The crew exchanged uneasy glances as we followed Thessaly through corridors that shouldn’t connect. The Wild Hunt. Even Sarnyx looked shaken, her usual bravado dimmed. Vashael walked close to Elle, protective. Eltrien had gone very quiet—more quiet than usual—his expression unreadable.
“Try to rest,” I told them as Thessaly began assigning rooms. “We’ll strategize after dinner.”
Elle caught my eye as she was shown to her door. The uncertainty there made something in my chest tighten painfully.
The rooms were each impossible in their own way. Mine had walls that aged and renewed in constant cycles, furniture that existed in multiple time periods simultaneously. I changed into the formal attire that had appeared—dark leather and silver thread that made my carved marks look intentional rather than the slow death they were.
I was adjusting the damned collar when there was a knock. I expected Nimor with some security concern.
I got Thessaly, wearing something that left very little to imagination and nothing to propriety.
“Hello, Kaelren,” she purred, not waiting for invitation to enter. “I thought you might want… company before dinner.”
“No.”
She blinked, clearly not expecting the flat rejection. “No? You never said no before.”
“Things change.”
“Do they?” She moved closer, trailing a finger along my arm. “Or is it that someone else has caught your attention? The little redheaded human with her impossible marks?”
“Leave, Thessaly.”
“She can’t give you what I can. Her marks would kill you if you even kissed her properly.”
“I said leave.”
Something in my tone finally got through. She stepped back, studying me with those amber eyes. “You’re different. Harder. Colder. She’s done something to you.”
“No,” I corrected. “I did this to myself.”
She left without another word, and I tried not to think about why rejecting her had been so easy. Tried not to think about green eyes and red hair and defiance that made me want impossible things.
I adjusted my collar again. Checked my marks in the shifting mirror—silver-black lines spreading like frost across my skin. Dying slowly, as always. The formal attire made them look intentional, decorative even. A lie wrapped in leather and silver thread.
The walk to Elle’s quarters gave me time to rebuild my usual control. By the time I reached her door, I’d almost managed it.
Then she opened her door, and every carefully constructed wall shattered.
She was wearing starlight. Or spider silk. Or condensed moonbeams. The dress moved like water and light, revealing nothing and suggesting everything. Her marks looked like sunlight on her collarbones, seeming to pulse in rhythm with the fabric. Her red hair was pinned up, exposing theelegant line of her neck.
Peeble sat on her shoulder, looking remarkably dignified despite being a beetle. They’d somehow acquired a tiny bow tie that matched Elle’s dress.
My body’s reaction was immediate and mortifying. Heat flooded through me, my cock hardening so fast it was almost painful. I literally stopped breathing, frozen in her doorway like an idiot while every drop of blood in my body headed south.
“Well?” she asked, and there was uncertainty in her voice. “Is it too much? Thessaly said—”
“You look adequate,” I managed, the words coming out strangled. I shifted my weight, trying to adjust without being obvious about it.
“Adequate?” Her eyebrow raised in that way that meant she was about to eviscerate me with sarcasm.
But then something shifted in her expression—recognition, maybe, or understanding. Her eyes flicked down briefly, then back up, and a faint flush colored her cheeks. She’d noticed. Of course she had.
Instead of the verbal destruction I’d been bracing for, she just pressed her lips together, fighting what looked suspiciously like a smile. “Court standards. Right.”
“For court standards.” I turned abruptly, offering my arm with stiff formality before she could say anything else. Before she could acknowledge what we both knew she’d seen. “We should go. The Duchess doesn’t like to be kept waiting.”
She took my arm, and the contact sent electricity through every carved line in my skin. I tensed, controlling the reaction ruthlessly—both the marks’ flaring and the persistent evidence of my arousal that walking through the Court’s corridors did absolutely nothing to diminish.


### TASK STATEMENT
Your response should contain every line from the data below that holds the string "strip".

### RAW DATA
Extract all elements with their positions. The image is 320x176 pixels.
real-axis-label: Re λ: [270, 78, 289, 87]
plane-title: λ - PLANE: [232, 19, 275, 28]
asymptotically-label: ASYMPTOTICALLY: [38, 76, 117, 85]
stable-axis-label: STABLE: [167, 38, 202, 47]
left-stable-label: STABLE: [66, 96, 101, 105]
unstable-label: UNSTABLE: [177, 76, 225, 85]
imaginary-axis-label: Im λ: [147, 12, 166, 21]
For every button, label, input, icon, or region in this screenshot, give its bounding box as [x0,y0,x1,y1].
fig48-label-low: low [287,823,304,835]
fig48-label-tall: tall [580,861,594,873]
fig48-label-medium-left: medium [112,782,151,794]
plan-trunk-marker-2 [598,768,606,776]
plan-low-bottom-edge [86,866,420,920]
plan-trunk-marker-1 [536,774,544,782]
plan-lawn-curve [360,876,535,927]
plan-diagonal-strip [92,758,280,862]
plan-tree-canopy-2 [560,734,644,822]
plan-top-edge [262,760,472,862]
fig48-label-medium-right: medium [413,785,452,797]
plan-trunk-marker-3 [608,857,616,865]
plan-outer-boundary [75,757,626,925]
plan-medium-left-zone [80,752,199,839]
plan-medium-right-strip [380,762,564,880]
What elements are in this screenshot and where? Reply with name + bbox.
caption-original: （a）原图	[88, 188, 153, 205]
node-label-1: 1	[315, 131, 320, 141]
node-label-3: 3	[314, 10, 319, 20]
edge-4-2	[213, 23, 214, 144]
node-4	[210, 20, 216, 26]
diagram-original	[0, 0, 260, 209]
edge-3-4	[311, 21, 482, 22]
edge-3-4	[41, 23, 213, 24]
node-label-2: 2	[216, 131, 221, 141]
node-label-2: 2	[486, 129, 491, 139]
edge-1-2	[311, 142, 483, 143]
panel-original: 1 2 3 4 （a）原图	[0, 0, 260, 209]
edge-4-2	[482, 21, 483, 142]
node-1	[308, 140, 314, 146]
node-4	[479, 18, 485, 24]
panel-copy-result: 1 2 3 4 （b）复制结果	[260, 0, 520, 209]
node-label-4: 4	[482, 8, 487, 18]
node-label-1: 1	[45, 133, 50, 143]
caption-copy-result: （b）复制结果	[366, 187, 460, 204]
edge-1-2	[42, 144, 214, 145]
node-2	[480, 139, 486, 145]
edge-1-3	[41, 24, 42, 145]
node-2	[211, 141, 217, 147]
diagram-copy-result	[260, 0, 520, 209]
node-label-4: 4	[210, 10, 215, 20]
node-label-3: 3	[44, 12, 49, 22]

### RESPONSE AREA
plan-diagonal-strip [92,758,280,862]
plan-medium-right-strip [380,762,564,880]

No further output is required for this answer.